The other Taylor gets full reign on upcoming single “Blank Space.” She acknowledges she knows entirely what she’s doing. “’Cause you know I love the players and you love the game” she states in the chorus because it wouldn’t be catchy to say “I am aware of how my actions come off but I’m just the kind of person who likes falling head over heels as much as possible in life and I am more than happy to take the heartache that comes with it. Yes, this is my fault. Yes, I do not care.” Even better, when she sings “got a long list of ex-lovers” it sounds a lot like “God, lonely Starbucks lovers”, a little wink at how her image is so crucial in the rise of the so-called “basic bitch.”
Of course, the back and forth between these two Taylors doesn’t always work. The first is a bit too loud on the tiring “Bad Blood”. Occasionally, none of this posturing matters and she just drops a great song regardless of how it’s read like the heartbreakingly beautiful “Wildest Dreams.” She gets a lot of help achieving a balance between the polish of mainstream “Pop” and the throwbacks of indie pop with some great production by the likes of Bleachers’ Jack Antonoff and Max Martin who helps Swift get that Drive soundtrack sound, an album that made an incalculable influence all over the synthpop scene, on “Style.” If you’re one of those people who consider Wilco to be more country than anything played on Nashville stations, then technically she’s gone more country than ever on “This Love.” But perhaps best of all is one of the songs Swift actually co-wrote with Antonoff. I believe the way to address the merits of a song outside of any prejudices you may have is to wonder if an artist you liked performed it live and you hadn’t heard it before, would you assume it was by them? By that criterion, “I Wish You Would” is the greatest song Sky Ferreira never wrote. It’s got Depeche Mode drums, Killers synths, and Lights-like harmonies all as the two Taylors merge to realize that breakups are always the fault of both people. Coming approximately halfway into the album it is the centerpiece that keeps all the ideas, of the music, of Taylor, of the movement she’s now apart of, together.
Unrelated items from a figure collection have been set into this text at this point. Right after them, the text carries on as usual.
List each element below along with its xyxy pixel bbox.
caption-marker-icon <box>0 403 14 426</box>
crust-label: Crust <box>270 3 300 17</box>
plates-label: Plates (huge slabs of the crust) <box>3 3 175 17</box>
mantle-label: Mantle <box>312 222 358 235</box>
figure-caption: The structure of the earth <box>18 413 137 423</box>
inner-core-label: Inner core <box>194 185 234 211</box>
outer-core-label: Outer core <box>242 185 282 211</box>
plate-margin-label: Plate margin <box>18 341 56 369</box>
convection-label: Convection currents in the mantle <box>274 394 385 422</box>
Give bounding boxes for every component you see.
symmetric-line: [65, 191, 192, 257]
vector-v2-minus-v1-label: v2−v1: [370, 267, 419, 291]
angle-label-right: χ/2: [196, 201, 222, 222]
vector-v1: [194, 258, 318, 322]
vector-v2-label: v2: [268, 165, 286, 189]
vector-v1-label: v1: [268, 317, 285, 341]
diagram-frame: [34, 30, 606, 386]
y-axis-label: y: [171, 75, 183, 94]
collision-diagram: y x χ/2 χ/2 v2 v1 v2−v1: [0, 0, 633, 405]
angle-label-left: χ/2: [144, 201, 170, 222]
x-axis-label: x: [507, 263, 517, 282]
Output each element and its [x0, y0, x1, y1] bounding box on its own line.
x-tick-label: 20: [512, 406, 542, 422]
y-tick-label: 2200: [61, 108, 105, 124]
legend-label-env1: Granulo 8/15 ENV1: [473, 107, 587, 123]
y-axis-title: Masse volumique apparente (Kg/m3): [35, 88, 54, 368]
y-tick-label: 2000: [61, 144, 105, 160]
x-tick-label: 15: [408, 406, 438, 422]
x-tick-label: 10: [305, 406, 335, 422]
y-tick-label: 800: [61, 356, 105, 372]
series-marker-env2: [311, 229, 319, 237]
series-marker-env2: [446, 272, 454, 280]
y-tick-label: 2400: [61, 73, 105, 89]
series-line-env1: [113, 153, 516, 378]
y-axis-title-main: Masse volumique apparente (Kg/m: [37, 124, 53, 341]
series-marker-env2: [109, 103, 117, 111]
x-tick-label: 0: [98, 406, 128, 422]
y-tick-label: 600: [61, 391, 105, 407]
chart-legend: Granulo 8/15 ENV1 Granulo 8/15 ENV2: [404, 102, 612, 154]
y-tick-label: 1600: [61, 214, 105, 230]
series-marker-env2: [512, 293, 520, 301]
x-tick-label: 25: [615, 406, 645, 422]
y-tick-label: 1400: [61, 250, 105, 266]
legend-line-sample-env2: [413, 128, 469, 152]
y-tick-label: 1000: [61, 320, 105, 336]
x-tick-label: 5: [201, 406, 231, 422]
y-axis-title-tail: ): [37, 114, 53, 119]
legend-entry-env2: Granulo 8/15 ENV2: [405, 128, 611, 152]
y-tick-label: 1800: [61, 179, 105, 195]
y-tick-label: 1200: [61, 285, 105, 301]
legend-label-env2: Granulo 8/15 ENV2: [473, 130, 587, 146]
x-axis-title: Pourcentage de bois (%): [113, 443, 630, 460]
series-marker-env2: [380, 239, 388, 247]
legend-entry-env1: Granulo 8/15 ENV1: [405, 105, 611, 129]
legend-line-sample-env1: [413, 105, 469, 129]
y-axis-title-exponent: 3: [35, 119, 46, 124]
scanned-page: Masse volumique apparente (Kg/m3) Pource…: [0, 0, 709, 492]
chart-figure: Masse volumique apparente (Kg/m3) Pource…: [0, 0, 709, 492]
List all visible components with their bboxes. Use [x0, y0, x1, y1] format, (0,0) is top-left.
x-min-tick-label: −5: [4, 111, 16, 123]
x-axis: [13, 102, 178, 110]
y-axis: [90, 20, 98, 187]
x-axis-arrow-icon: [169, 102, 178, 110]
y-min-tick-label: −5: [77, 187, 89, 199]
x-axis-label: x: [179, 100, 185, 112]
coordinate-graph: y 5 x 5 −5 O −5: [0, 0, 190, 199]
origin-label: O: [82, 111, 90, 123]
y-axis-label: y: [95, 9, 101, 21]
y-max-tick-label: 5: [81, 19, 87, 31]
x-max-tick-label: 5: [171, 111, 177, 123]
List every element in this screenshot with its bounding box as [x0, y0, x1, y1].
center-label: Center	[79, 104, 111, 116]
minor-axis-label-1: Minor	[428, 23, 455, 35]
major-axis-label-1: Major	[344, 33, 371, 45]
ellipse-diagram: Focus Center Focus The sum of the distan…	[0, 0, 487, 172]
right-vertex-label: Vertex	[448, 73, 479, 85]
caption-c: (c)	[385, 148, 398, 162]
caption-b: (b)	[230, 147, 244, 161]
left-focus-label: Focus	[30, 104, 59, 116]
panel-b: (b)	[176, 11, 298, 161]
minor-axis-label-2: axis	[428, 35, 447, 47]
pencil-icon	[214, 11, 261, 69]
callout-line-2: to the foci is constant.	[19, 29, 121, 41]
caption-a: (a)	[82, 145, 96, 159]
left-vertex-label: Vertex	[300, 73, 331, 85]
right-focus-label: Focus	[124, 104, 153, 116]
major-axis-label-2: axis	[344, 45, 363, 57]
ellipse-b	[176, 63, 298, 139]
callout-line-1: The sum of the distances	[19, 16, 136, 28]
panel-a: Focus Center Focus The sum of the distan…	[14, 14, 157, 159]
All of this contributes to a turning point. 1989 is the moment the great modern pop music movement became “Pop.” Though it almost happened with Lorde’s breakthrough, she still exists separate from what she’s inside, too odd to be fully embraced by the mainstream. The system needed to be changed from within. Swift has taken so much from the indie scene, musically and conceptually, and filtered it through her own undeniably locked place in “Pop.” The album title gives it a certain essential nature, as if Taylor was born to make this album. She was always meant to make pop music just as she has always been on an indie label, and great pop music was always meant to dominate “Pop” and soon it will. Totally.
Mark DiBona
---------------------
*Using the term “pop” with a lowercase p for specifically referring to the genre’s musical characteristic and “’Pop’” with a capital P in quotations for the mainstream construction is in no way the official way to refer to this distinction. There really isn’t one.